Article 9: Does Good Exist Without God?
Does good mean anything? Does goodness exist? Yes and yes argues Iris Murdoch in her 1970 book “The Sovereignty of Good”. Her target was contemporary existentialist philosophy of which she sees Hume and Kant (who abhorred history and its implied notion of privacy) as the patron saints. Hampshire, Hare, Ayer, Sartre et al (who identified the true person with the empty choosing will) – were more recent, but wrong, advocates.
Their deconstruction of the person involves the denial of the true self and the inner private life. Thought as an interior monologue is empty - the inner life is nothing, only decision & action matter. Making decisions about outward action is all that matters or is significant. The will alone takes the place of complex web of motives & virtues. There is no such thing as morality - empiricism, as moulded by Russell & Wittgenstein, has expelled ethics from philosophy. This of course is the same conclusion (although by a more complicated route) as the scientific atheistic view of humanity as merely animals.
For the ordinary postmodern early twenty first century “person in the street” this view is both familiar and alien. On the one hand familiar, as the idea of the autonomous self constantly making choices is fundamental to consumerism. On the other hand the idea that the self is of no importance is intensely alien – the self is of overriding importance in consumerism, through advertising, psychotherapy, self help and a thousand other manifestations.
For Murdoch the existentialist denial of morality is unacceptable because goodness and love exist. For her they do not exist in God whom she describes as the ”single perfect transcendant non representable and necessary real object of attention”. As for her God does not exist her question is whether philosophy can replicate goodness as a similar transcendant object. Her answer, which seems largely unconvincing, as that goodness must exist transcendently because we all know it does. She takes unselfish behaviour in the concentration camp as the apotheosis of this; and appeals to art and beauty as goodness’s best expression. Beauty in her scheme is seen as a substitute for prayer. Despite some attempts to seek support from Plato her arguments do not convince, not least because of her repeated acknowledgement that we ultimately cannot understand good. It is like trying to look at the sun. She refers to “the invisibility or non-representable blankness of the idea of Good itself”. This is much less coherent than belief in God.
Two critics, Wilson and Bidisha, took the view that Murdoch's philosophical output consisted of nothing but "GCSE-style" essays on Plato. The freestanding transcendant nature of Good is not proved by these essays. This attempt at a middle way falters, as do the contemporary effots of humanism (Grayling, Dawkins et al) leaving the two fundamental alternatives – either atheistic science explains everything and there is no ultimate reality, purpose or meaning to life and to human beings; or there is God.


What you need to do:
Every line from the one containing "Locate an element on the screen. The" to the one containing "The height and width of the screenshot is (659, 1280)." in the records below, both included, must be set down exactly, and no other line.

Extracted records:
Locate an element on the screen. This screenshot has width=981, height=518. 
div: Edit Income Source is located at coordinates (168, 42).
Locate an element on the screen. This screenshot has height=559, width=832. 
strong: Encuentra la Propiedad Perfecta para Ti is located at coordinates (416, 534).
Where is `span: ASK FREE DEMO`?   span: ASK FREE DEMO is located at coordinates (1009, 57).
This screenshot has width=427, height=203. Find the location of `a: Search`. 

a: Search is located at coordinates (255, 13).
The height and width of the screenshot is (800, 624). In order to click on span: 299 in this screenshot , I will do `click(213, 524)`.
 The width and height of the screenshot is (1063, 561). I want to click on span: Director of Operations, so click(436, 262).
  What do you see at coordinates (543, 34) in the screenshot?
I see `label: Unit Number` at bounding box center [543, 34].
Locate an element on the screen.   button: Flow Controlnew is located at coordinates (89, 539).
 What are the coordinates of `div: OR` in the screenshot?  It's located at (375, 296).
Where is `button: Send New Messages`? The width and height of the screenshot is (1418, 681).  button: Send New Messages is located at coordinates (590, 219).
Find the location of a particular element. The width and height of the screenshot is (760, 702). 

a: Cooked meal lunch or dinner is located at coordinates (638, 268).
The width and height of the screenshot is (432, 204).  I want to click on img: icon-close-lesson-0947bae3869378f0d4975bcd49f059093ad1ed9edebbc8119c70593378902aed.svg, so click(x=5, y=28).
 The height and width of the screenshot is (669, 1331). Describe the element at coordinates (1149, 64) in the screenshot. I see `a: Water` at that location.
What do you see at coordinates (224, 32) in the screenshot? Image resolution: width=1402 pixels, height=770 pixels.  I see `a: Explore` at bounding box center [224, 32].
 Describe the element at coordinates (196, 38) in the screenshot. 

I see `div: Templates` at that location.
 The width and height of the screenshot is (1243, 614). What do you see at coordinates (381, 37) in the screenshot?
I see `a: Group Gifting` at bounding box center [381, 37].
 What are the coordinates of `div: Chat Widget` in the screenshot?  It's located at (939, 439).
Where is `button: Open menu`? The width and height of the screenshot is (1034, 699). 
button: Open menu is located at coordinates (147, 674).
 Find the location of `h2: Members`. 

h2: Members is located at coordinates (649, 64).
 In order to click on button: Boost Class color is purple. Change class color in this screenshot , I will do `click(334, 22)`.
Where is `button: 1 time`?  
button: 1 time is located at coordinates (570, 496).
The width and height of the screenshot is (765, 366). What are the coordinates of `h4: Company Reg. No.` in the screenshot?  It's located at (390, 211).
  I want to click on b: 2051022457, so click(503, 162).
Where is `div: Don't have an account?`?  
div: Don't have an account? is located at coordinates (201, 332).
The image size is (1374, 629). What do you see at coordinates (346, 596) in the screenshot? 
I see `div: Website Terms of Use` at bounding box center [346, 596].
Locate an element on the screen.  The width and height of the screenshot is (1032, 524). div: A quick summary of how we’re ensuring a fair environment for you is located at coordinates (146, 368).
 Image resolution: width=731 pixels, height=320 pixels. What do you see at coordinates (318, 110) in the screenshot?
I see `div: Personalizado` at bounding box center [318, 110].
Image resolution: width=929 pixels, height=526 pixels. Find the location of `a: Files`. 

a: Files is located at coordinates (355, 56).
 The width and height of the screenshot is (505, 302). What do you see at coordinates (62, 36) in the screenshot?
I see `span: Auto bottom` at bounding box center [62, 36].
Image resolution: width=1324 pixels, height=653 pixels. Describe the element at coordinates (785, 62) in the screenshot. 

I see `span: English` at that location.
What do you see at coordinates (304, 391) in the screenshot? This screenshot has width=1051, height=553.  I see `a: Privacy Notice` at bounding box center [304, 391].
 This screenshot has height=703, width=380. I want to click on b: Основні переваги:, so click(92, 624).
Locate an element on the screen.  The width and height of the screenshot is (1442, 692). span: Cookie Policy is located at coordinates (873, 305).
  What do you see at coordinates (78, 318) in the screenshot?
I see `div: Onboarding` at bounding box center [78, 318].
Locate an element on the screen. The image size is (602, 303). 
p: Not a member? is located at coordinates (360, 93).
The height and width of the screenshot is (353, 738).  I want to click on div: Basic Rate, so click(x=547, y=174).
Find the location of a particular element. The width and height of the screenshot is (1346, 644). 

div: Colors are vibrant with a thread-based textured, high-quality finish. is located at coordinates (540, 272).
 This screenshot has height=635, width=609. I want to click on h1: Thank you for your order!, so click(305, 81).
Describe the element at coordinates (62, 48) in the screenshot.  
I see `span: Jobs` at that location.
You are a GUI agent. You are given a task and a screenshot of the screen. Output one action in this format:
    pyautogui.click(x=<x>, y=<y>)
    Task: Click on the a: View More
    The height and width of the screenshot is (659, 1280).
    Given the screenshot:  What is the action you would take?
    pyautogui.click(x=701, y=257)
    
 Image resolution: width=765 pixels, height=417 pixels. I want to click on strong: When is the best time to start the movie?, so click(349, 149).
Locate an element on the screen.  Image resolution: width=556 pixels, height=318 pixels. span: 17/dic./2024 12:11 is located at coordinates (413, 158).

Exercise solution:
Locate an element on the screen. The image size is (602, 303). 
p: Not a member? is located at coordinates (360, 93).
The height and width of the screenshot is (353, 738).  I want to click on div: Basic Rate, so click(x=547, y=174).
Find the location of a particular element. The width and height of the screenshot is (1346, 644). 

div: Colors are vibrant with a thread-based textured, high-quality finish. is located at coordinates (540, 272).
 This screenshot has height=635, width=609. I want to click on h1: Thank you for your order!, so click(305, 81).
Describe the element at coordinates (62, 48) in the screenshot.  
I see `span: Jobs` at that location.
You are a GUI agent. You are given a task and a screenshot of the screen. Output one action in this format:
    pyautogui.click(x=<x>, y=<y>)
    Task: Click on the a: View More
    The height and width of the screenshot is (659, 1280).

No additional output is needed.